Yes, significantly. Odoo Enterprise typically costs 70 to 90% less than NetSuite over a five-year period when you account for licence fees, implementation, and ongoing support. For a 15-user business, the annual licence difference alone is often $150,000 or more. The gap is substantial at almost every scale relevant to Australian mid-market businesses.

Can Odoo replace NetSuite for an Australian business?

For most Australian SMEs and mid-market businesses, yes. Odoo covers the same core functional areas: accounting, inventory, CRM, sales, purchasing, manufacturing, and HR. Where NetSuite maintains a clear edge is in complex multi-entity financial structures and built-in GAAP/IFRS multi-book accounting. If those capabilities aren't requirements for your business, Odoo is a credible and substantially cheaper alternative.

Does Odoo support Australian payroll and Single Touch Payroll?

Odoo can be configured for Single Touch Payroll (STP) Phase 2 and Australian payroll through localisation modules. That configuration needs to be done by an experienced Australian implementation partner. It doesn't work correctly out of the box without that partner involvement. At Auboros, STP and payroll configuration is a standard component of every Odoo implementation we deliver.

Which ERP is easier to implement in Australia?

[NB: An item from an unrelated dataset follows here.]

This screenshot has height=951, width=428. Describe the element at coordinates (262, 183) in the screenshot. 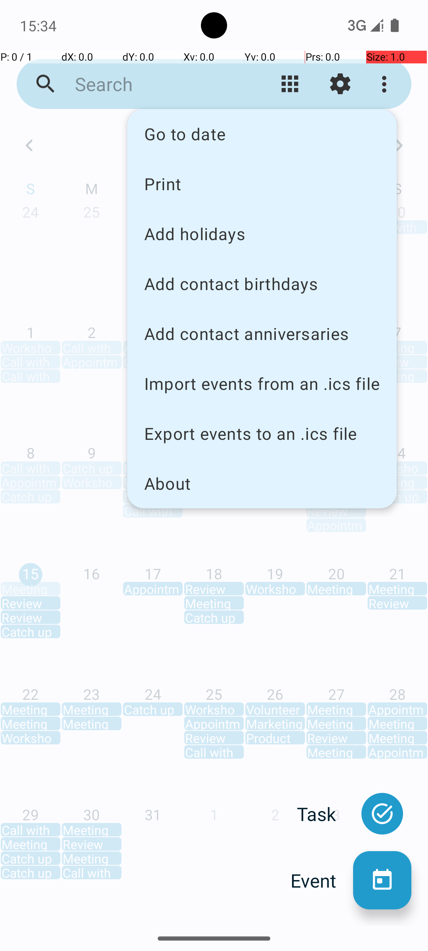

Neither is simple, but Odoo implementations for mid-sized businesses typically run 8 to 16 weeks depending on scope. NetSuite implementations tend to take longer and cost more because the platform has more inherent complexity. Odoo's modular approach also means you can go live on core modules and expand progressively, which reduces initial project risk.

Is NetSuite overkill for a $10M revenue Australian business?

In most cases, yes. At $10M revenue with fewer than 50 staff and a single legal entity, you're paying for NetSuite's financial depth that you're unlikely to fully use. Odoo gives you the operational functionality you need at a significantly lower total cost of ownership. NetSuite makes more sense when the business is past $50M, operates across multiple legal entities, or has genuinely complex financial reporting requirements that Odoo's standard configuration doesn't cover.


Comparing Odoo and NetSuite for your Australian business?

We work with manufacturers, wholesalers, and service businesses across Queensland, NSW, and Victoria to implement Odoo properly, including BAS configuration, STP Phase 2, and the Australian localisation that makes the system actually usable for your team.

If you're working through this decision, book a free consultation. We'll give you a straight assessment of which platform fits your situation, not a pitch for either one.